Articles

Yazidi minority refugees worry about the future of their culture

Simon Albaugh   /   4 августа 2017 года

Scaramagkas Refugee Camp, Greece) — Mahamud Murad and his family live in a small caravan under the shadow of shipping containers and barbed wire fences. His family, and the many others like his were placed at the far end of the Scaramagkas refugee camp for the groups safety. Still this hasn’t prevented numerous knife attacks.

Now, in his humble home, Mahamud and his family wait until they can finally relocate to the prize of every refugee in Greece: Germany. But even though this would be cause for celebration, this is not what they truly want.

For one thing, Mahamud’s daughter is still missing. And for another, their culture that is thousands of years in the making – supposedly older than Judaism and Zoroastrianism, with ties to ancient Mesopotamia – is in peril. Their culture, the culture of Yazidism, may not survive.

The Yazidi’s religion depends heavily on the members being together. This used to be in the Shengal region of Northern Iraq. But after multiple forces drove the vast majority of Yazidis out of their sacred land, the population is now scattered across the Middle East and Europe.

There are approximately 700,000 surviving Yazidis today. 500,000 were removed from their homes and are now living as refugees in improvised refugee camps. 4,000, according to Mahamud, are refugees in Greece.

Mahamud said there are around 400 Yazidi in the Scaramagkas refugee camp. Some are going to Germany, but many are either going elsewhere or not yet promised to even leave the camp.

Yazidi are a Kurdish-speaking religious group from Northern Iraq. Instead of the Judeochristian God, they worship a forgiven dissenter as a symbol of God’s benevolence. This fallen angel, named Melek Taus, or the Peacock angel, follows a similar mythological story to the Christian Satan and Muslim Shayton.

Their religion is the product of relative isolation from most of the world. Western culture first heard of their existence in 1849, despite the notion that some believe this religion is, at highest estimate, 12,000 years in the making.

This religion is especially endangered because of its endogamous laws.

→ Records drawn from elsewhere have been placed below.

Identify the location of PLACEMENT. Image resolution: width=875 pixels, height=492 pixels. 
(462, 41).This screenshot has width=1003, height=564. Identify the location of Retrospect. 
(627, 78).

If one marries outside the religion, they are considered to have converted to the religion of their spouse. Yazidi do not accept outside converts to their religion.

When this is paired with the relatively peaceful nature of their religion, they became an easy target for ISIS, known in Iraq under its Arabic acronym, Daesh.

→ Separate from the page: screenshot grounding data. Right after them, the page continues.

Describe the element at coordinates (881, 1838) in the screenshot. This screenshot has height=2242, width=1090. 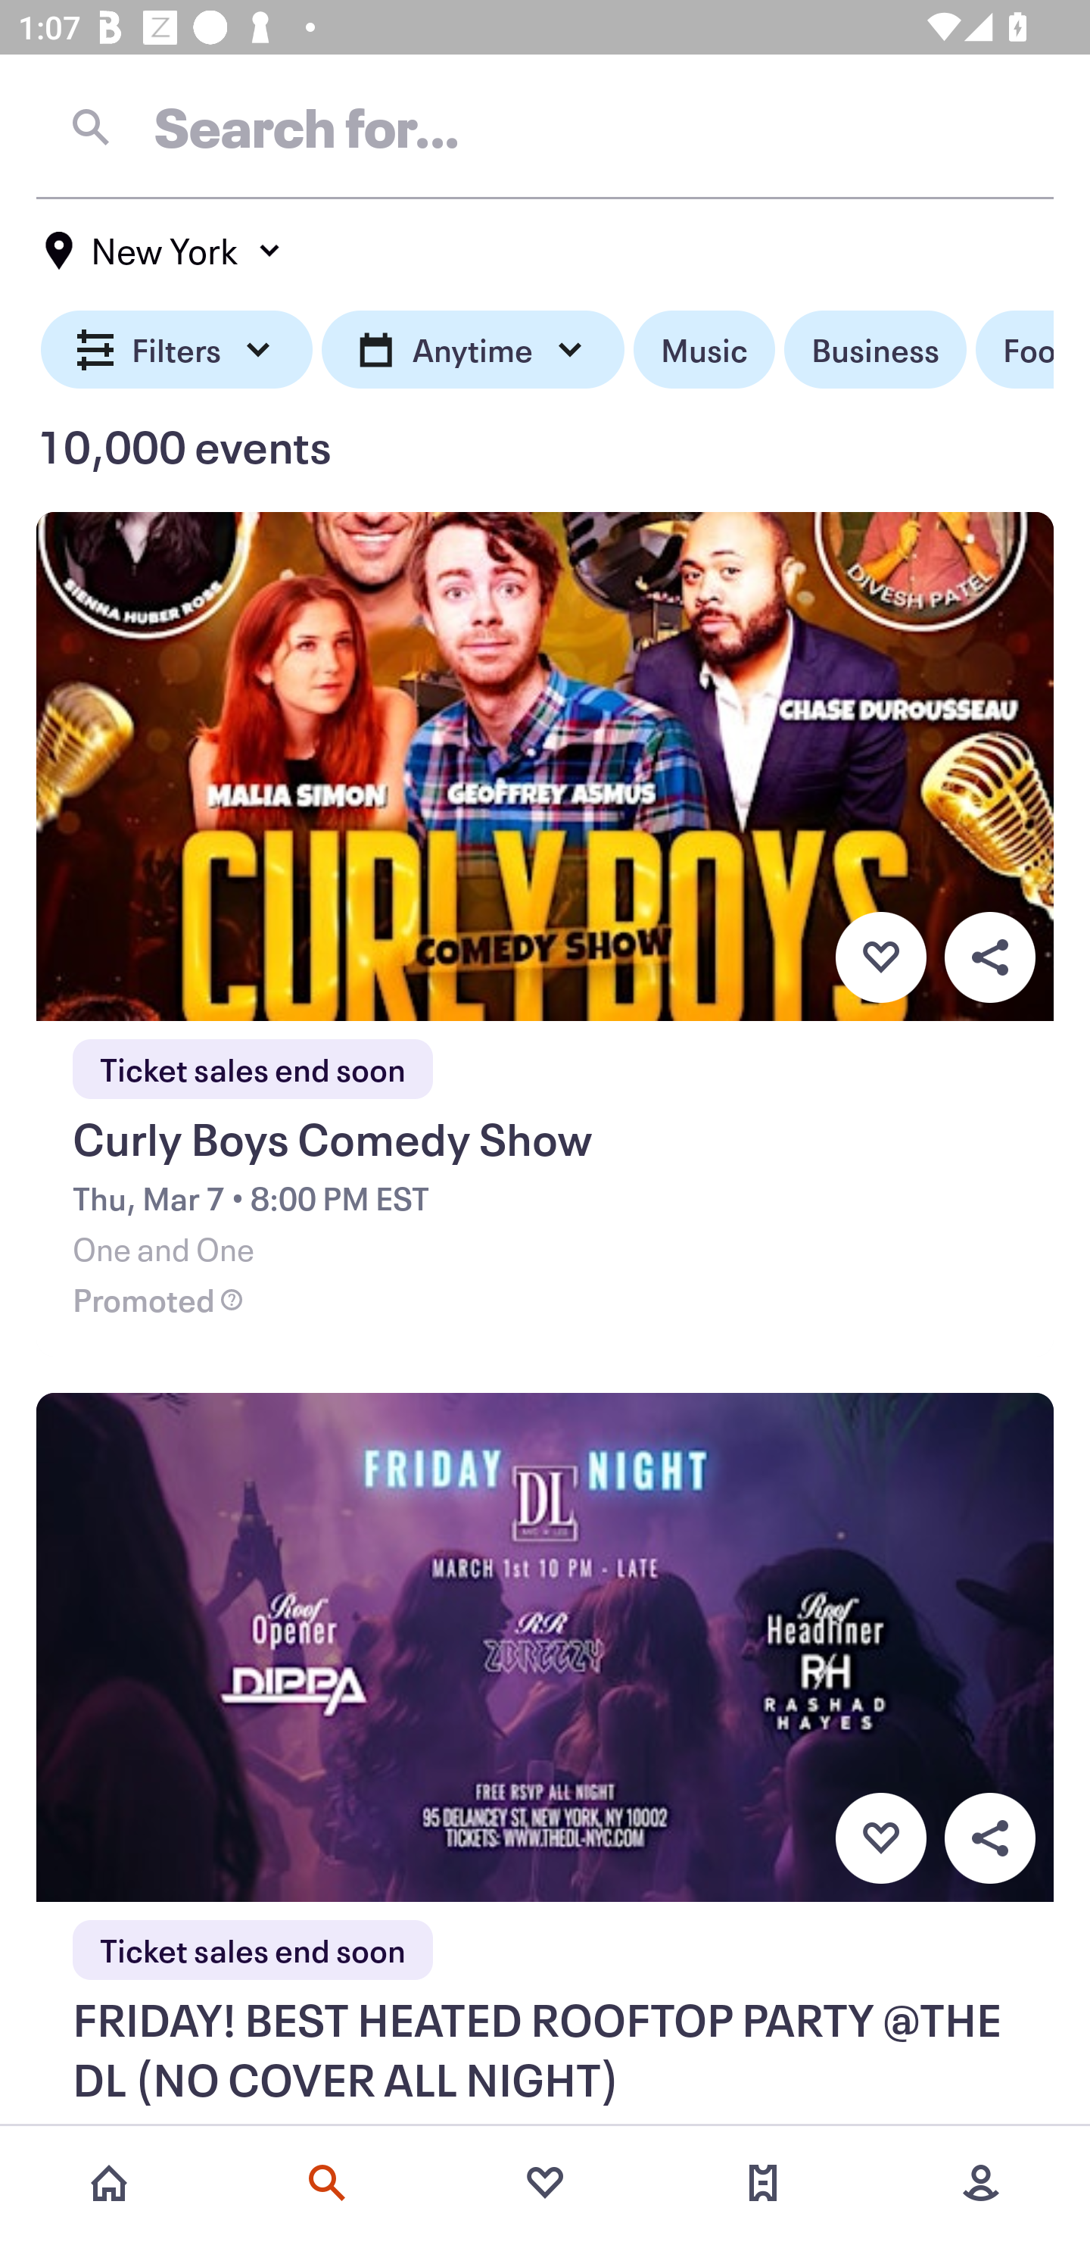
I see `Favorite button` at that location.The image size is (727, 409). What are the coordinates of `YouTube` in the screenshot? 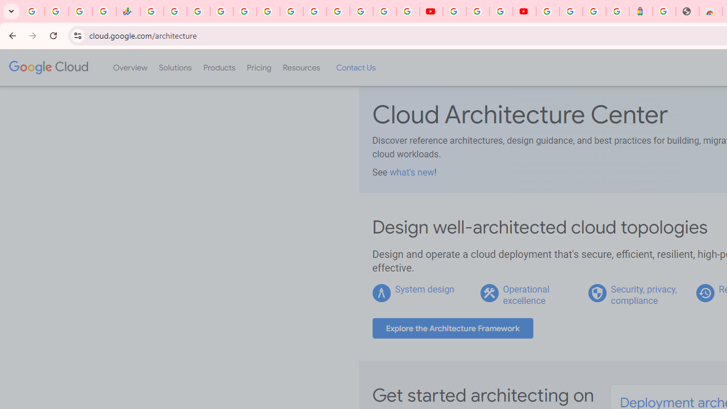 It's located at (454, 11).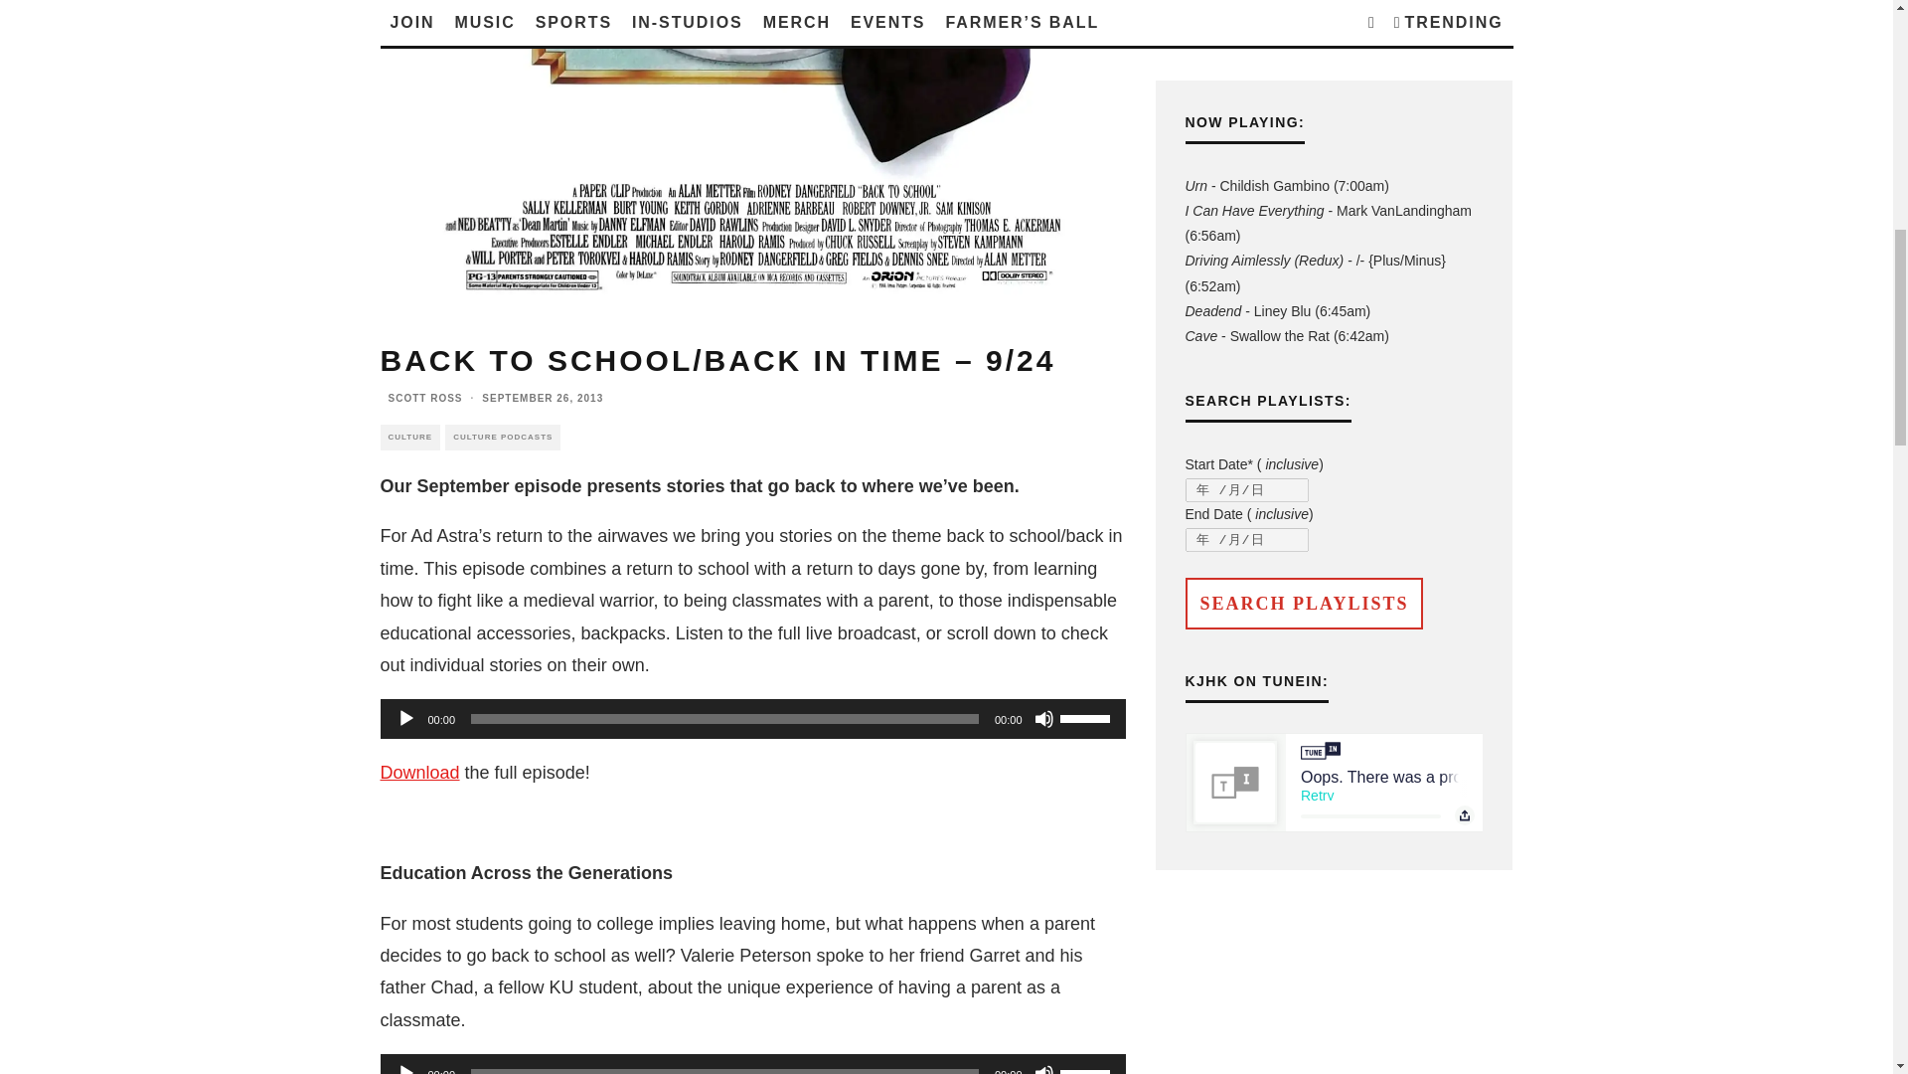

One of the most difficult factors in this problem is the trauma that many refugees must hold as they try to continue with their lives.

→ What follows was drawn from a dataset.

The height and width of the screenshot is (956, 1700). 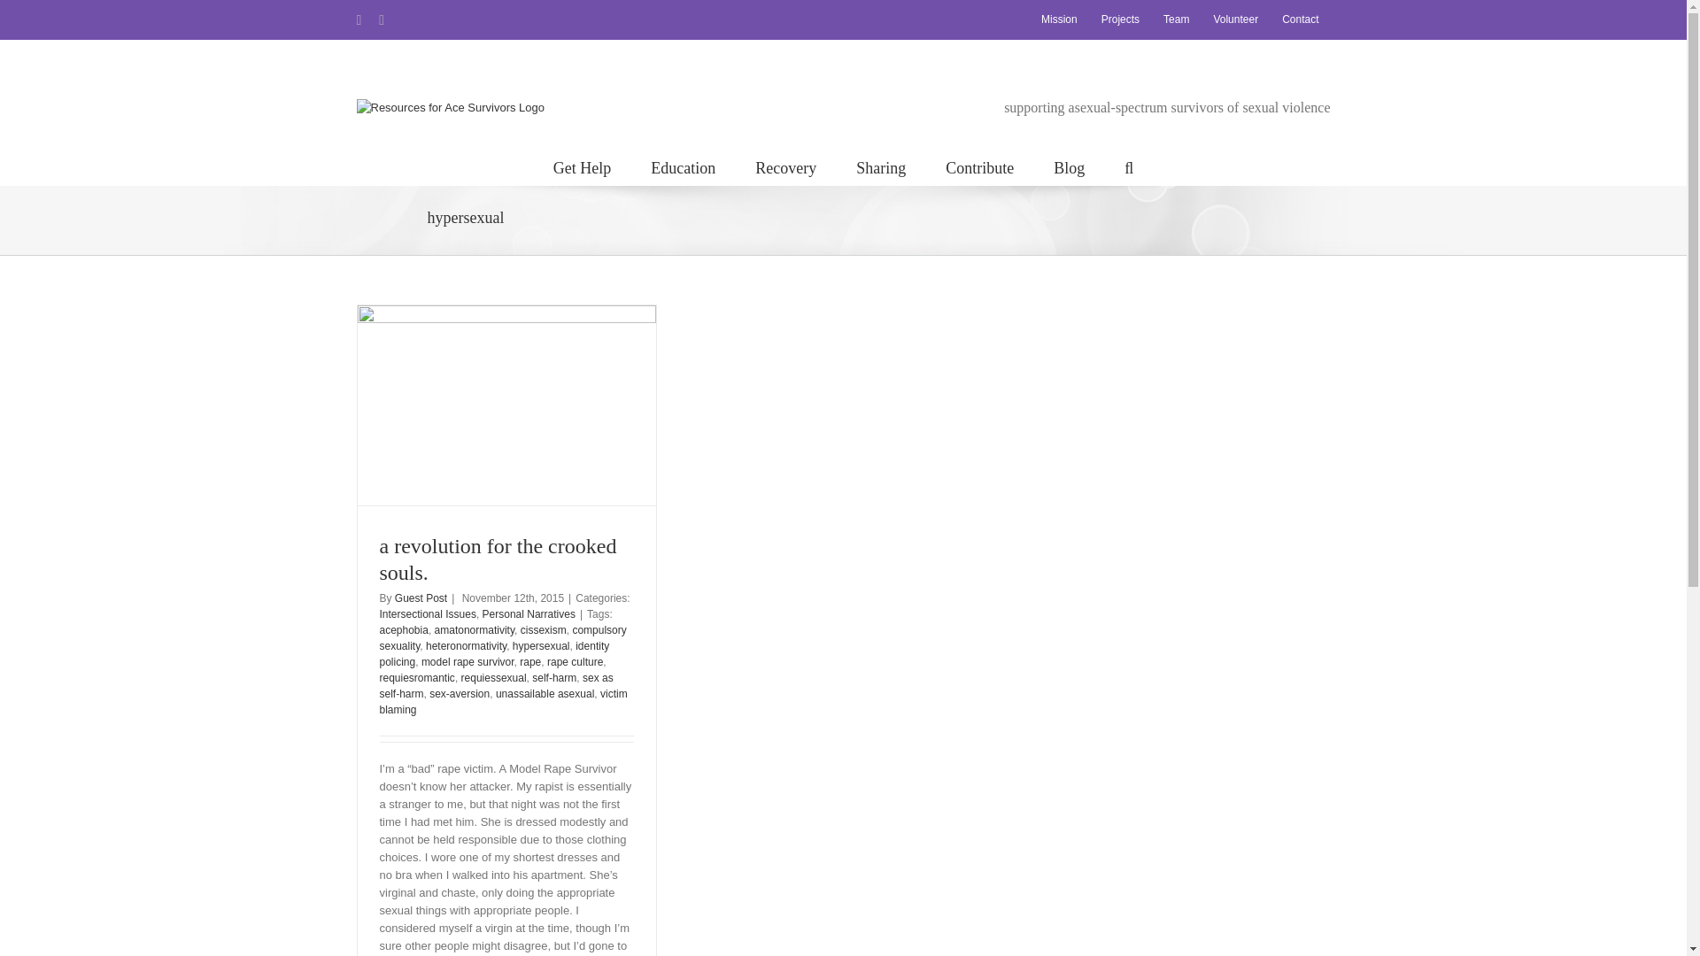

Achmed Saleh, an unaccompanied minor from Sinjar and a Yazidi, also stays in Scaramagkas refugee camp. He is still awaiting approval for asylum and risks being sent to Turkey like other Yazidi before him, where safety is not guaranteed.

“So difficult for Yazidi,” Saleh said. “Many people, Yazidi men, girls, they [ISIS] kill everyone. Small kids… I don’t know why.”

Many have compared what is happening to them to a contemporary Holocaust. It was a result of ISIS spiritual leader Turki al-Binali’s Fatwa, or religious commandment, that the ninevah province of Northern Iraq in which the Yazidi primarily live has been the target of systematic killings of men and children. While the women, some as young as 9 years old, are being sold in ISIS sex slave markets.

In Mahamud and Achmed’s home of Shengal, or in English Sinjar, few have returned. One of the foremost scholars on the Yazidi religion believe that this is the difference between the culture’s survival and its end.

“The Sinjar Region is now free of IS [Islamic State] but the people, who should be helped to return to rebuild their homes and lives, are instead continuing to live in camps, afraid to return amid the political conflict in the area,” said former Executive Director of Yazda Relief Organization Matthew Barber in a written statement.

“In this situation, Yazidis continue to leave the country, feeling powerless to determine the course of their own homeland and hopeless regarding the prospect of rebuilding their lives in their own lands. This is very dangerous because Yazidi tradition is closely connected to sacred places in the land, and it remains to be seen whether Yazidi religion will be able to survive in diaspora.”

Yazidi feel this ominous threat from all corners of their separation.

“We don’t want the money or anything,” Mahamud said, with his nephew Khter Murad translating. “Just to save. To save the Yazidi people. We want to live like any people. Save anyone.”

In that small caravan, next to barbed-wire fence and precariously stacked shipping containers, there is a small group that is not only scared or traumatized, but desperate. They are clinging to their way of life, their beliefs, and their culture in a world that will never be the same for them.